Stewart outlines the problem. “America has moved on but in the UK and internationally there is talk about concussion but there is also denial about it. James Robson of the Scottish Rugby Union is different in that he is fully on top of the situation, but elsewhere there seems to be an attitude that this is not a problem for the game and that worries me. There is nothing different about an American brain compared to a British or Irish brain. If somebody is out of it, you get them off the park and don’t let them on again. You don’t put them back in to expose them to further risk. That goes against everything.Brian O’Driscoll was held on the field for a few minutes and was supported off with his legs giving way under him and a few minutes later he was back on again.

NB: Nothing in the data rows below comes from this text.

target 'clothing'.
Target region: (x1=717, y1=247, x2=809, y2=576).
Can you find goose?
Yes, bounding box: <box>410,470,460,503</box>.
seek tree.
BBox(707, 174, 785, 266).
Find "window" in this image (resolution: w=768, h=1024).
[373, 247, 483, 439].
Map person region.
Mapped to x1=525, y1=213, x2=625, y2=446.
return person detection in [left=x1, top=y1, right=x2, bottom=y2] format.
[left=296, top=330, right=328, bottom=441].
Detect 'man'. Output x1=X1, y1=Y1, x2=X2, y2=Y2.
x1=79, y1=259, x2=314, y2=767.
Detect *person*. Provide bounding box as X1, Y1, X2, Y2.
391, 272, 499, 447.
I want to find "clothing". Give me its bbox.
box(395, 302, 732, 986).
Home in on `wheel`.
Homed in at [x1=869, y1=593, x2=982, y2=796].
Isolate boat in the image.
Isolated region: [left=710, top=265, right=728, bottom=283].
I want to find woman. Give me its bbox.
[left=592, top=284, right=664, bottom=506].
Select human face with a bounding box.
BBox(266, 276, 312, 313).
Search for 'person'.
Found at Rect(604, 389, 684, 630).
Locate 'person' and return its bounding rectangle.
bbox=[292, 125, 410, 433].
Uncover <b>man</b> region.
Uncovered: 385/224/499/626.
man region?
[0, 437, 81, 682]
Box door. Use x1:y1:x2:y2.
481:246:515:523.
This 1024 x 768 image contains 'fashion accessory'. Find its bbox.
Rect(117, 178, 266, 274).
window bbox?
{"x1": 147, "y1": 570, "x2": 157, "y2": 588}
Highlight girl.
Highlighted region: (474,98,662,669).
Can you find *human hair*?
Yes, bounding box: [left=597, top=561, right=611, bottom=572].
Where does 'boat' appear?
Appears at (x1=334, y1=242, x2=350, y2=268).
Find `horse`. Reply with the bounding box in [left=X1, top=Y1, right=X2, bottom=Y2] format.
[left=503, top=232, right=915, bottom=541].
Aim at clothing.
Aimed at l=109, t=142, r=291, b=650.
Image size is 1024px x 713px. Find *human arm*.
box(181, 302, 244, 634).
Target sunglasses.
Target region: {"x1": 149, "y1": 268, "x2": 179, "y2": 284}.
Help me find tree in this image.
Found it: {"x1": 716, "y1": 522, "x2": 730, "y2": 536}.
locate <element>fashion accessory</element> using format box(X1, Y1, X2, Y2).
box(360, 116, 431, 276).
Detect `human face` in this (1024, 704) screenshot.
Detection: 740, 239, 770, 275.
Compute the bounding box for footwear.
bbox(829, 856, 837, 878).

“Chris Nowinski’s view is that the way rugby is behaving now is the way American football was five or six years ago. Instead of taking fewer risks, rugby seems prepared to take even more risks by saying it can assess somebody in five minutes.”

Barry O’Driscoll’s testimony in all of this is powerful in that for a decade and a half he was part of the establishment in the IRB. Now he is one of the IRB’s chief critics. “The IRB said to me when I wrote to them about the lessons of American football, they said it’s a different game, that you can’t compare, they wear helmets, they have (or used to have) head on head collisions, but concussion is concussion is concussion. To say that we cannot take any of the facts that they’ve discovered in America because it’s a different game is head in the sand.

“I have no reason to doubt that we are going to get cases of CTE in rugby. They got them in the NFL so there is no reason to think we won’t get some in rugby. We don’t know because the research hasn’t been done, but it is our responsibility to learn from what is happening in America and act on that. We have to presume that it can happen in rugby or else we might have a very big debt to pay years from now.”